Breathing

Breathing Exercises for Anxiety: 4-7-8, Box Breathing and More

· iyiyim Team · 5 min read

Of all the tools for calming anxiety, breathing is the only one you carry everywhere, the only one that is free, and one of the very few with a direct line to your nervous system. When you slow your breath — especially your exhale — you activate the vagus nerve, which tells your heart to slow down and your body to stand down from alert. This guide walks you through the most effective breathing exercises for anxiety, step by step.

Why slow breathing works

Anxiety and panic push you into fast, shallow chest breathing. This lowers carbon dioxide in your blood, causing dizziness, tingling, and a racing heart — sensations that feel like more anxiety. Slow, belly-deep breathing reverses the chemistry and flips the switch from the sympathetic ("fight or flight") to the parasympathetic ("rest and digest") system. The key principle across every technique below: exhale longer than you inhale.

4-7-8 breathing

Popularised by Dr. Andrew Weil, 4-7-8 breathing is excellent for winding down anxiety and falling asleep:

The long hold and extended exhale make this one of the most sedating breathing patterns. If the counts feel too long at first, keep the same ratio with shorter counts (for example 2-3.5-4) and lengthen gradually.

Box breathing

Used by athletes and military personnel to stay calm under pressure, box breathing is simple and balanced — ideal during the day when you need calm focus rather than sleepiness:

Picture tracing the four sides of a square as you go. Continue for three to five minutes.

Extended exhale breathing (4-6)

The simplest technique of all, and often the best choice during a panic attack because there are no breath holds to worry about: breathe in for 4 counts, out for 6. If counting feels hard mid-panic, just aim to make every exhale slow and long, as if gently blowing on a spoonful of hot soup.

Belly breathing (diaphragmatic breathing)

This is the foundation underneath all the others. Place one hand on your chest and one on your belly. Breathe so that the belly hand rises and falls while the chest hand stays almost still. Practising belly breathing for five minutes, twice a day, retrains your default breathing pattern — so your baseline becomes calmer even when you are not exercising.

Tips for getting the most out of it

Breathing exercises are a powerful tool, but if anxiety is significantly affecting your life, they work best alongside support from a therapist or doctor.

Prefer to be guided? The İyiyim app leads you through 4-7-8, box breathing, and calming exercises with gentle visual pacing — free at app.iyiyim.org.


### Exercise
In the entries below, count every line that has the string "frontier", and answer with that count alone.

### Materials provided
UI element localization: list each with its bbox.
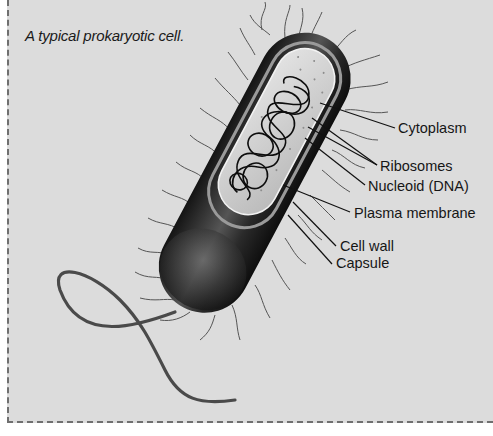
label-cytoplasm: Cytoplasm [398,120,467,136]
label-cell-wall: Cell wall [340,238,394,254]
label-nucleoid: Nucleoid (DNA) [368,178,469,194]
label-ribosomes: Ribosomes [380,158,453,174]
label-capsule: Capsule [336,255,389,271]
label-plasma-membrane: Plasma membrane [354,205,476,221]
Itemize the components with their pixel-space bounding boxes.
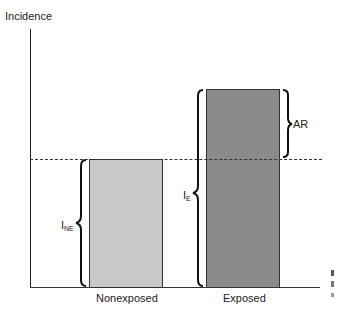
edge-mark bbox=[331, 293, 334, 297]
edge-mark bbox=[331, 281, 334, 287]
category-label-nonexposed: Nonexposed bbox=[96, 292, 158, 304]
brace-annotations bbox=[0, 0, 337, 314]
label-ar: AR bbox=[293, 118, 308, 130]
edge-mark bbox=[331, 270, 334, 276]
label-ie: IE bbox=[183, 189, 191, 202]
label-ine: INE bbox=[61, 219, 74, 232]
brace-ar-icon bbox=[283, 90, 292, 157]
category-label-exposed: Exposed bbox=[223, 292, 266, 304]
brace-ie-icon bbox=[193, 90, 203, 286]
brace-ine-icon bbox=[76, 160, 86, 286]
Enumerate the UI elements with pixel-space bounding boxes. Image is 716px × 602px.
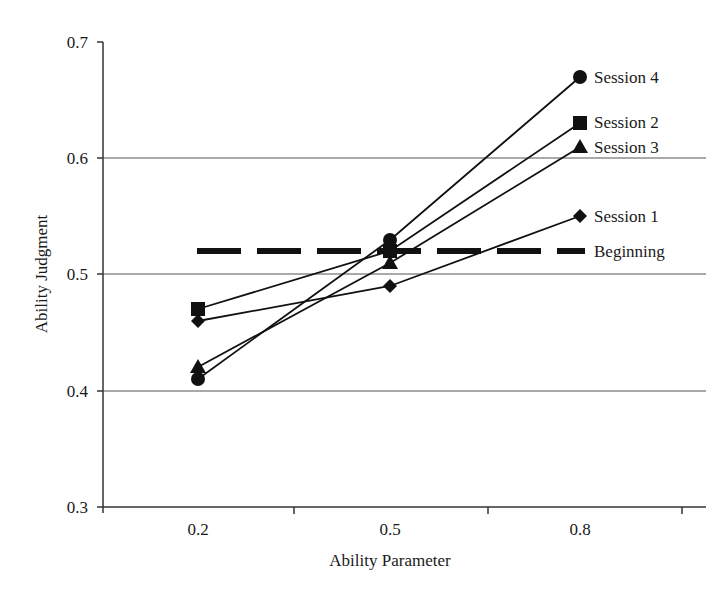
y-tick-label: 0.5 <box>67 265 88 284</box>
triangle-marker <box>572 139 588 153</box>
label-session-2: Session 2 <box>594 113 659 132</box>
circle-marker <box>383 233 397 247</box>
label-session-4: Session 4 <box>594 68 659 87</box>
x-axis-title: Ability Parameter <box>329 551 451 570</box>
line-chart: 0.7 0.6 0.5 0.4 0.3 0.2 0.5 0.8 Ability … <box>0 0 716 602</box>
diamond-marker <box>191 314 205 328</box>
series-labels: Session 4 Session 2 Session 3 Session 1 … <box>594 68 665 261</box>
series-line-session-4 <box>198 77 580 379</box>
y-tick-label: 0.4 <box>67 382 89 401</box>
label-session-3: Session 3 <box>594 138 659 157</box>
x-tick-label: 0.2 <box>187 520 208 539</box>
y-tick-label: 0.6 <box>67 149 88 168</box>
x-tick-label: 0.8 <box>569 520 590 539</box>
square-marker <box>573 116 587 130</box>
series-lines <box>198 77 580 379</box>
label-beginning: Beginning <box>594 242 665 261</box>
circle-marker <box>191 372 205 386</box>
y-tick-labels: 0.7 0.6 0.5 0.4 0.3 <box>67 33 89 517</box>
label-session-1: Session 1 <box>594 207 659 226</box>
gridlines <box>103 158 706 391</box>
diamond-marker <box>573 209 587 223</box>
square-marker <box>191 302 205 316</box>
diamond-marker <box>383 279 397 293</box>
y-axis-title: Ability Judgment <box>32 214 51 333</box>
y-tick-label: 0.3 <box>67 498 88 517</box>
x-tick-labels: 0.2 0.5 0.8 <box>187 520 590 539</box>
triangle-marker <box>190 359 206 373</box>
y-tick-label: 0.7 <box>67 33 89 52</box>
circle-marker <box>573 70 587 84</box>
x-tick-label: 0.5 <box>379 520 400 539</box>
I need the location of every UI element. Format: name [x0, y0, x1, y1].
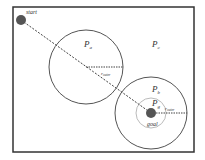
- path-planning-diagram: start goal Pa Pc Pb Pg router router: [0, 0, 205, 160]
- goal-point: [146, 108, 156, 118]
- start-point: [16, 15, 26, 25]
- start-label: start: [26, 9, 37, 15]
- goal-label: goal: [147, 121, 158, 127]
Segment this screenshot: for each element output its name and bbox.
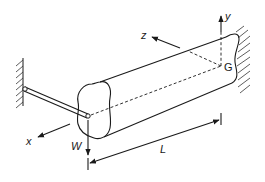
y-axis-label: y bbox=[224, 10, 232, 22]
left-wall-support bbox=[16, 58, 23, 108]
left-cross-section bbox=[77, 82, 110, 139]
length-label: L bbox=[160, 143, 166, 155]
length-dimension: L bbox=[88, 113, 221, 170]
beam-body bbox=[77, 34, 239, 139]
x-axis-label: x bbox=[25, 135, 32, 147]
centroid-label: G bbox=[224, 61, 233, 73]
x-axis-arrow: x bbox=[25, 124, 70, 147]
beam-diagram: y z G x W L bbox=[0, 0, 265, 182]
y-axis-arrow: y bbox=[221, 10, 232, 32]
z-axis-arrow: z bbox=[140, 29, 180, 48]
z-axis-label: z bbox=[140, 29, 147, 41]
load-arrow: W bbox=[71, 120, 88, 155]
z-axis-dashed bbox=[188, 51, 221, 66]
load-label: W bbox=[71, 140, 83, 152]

* * *

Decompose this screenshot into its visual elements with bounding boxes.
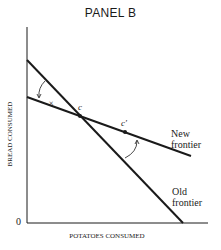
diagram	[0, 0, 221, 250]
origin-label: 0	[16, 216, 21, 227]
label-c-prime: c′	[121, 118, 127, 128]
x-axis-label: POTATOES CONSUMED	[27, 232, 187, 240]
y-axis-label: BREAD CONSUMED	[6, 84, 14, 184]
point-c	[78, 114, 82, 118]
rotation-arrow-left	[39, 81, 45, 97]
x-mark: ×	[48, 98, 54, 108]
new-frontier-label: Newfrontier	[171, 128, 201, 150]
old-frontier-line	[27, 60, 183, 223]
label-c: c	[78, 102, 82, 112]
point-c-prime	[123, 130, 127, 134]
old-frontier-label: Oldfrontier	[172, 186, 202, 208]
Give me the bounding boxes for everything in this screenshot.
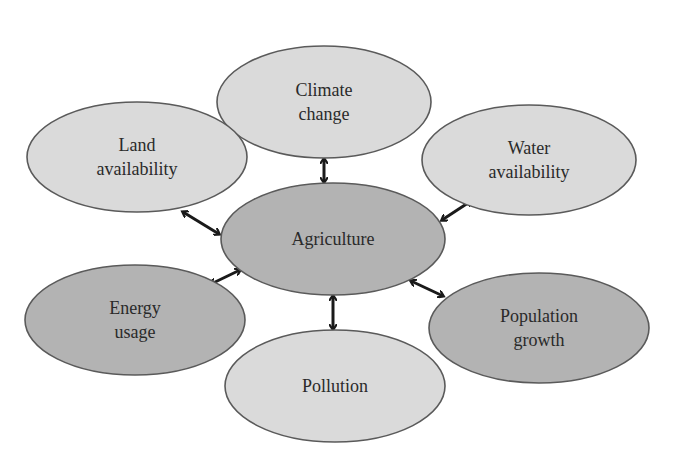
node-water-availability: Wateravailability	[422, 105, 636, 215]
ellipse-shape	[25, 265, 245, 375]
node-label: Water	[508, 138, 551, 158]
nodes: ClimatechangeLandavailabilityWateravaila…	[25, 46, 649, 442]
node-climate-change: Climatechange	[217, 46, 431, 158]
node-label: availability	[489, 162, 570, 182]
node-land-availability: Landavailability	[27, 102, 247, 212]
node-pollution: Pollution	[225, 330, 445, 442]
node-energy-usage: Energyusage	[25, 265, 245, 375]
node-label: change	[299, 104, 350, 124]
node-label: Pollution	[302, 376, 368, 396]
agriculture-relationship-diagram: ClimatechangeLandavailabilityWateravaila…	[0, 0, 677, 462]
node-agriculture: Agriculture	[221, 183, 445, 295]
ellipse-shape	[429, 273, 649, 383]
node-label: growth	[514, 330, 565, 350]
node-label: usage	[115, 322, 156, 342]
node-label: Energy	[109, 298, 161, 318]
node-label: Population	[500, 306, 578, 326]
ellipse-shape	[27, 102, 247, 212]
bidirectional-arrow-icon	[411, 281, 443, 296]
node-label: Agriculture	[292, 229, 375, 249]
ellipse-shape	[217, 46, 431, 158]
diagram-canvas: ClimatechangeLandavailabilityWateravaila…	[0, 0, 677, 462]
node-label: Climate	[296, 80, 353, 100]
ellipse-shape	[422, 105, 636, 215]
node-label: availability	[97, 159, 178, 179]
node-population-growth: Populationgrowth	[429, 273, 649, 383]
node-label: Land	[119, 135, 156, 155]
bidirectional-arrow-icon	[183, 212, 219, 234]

### Answer to this task
3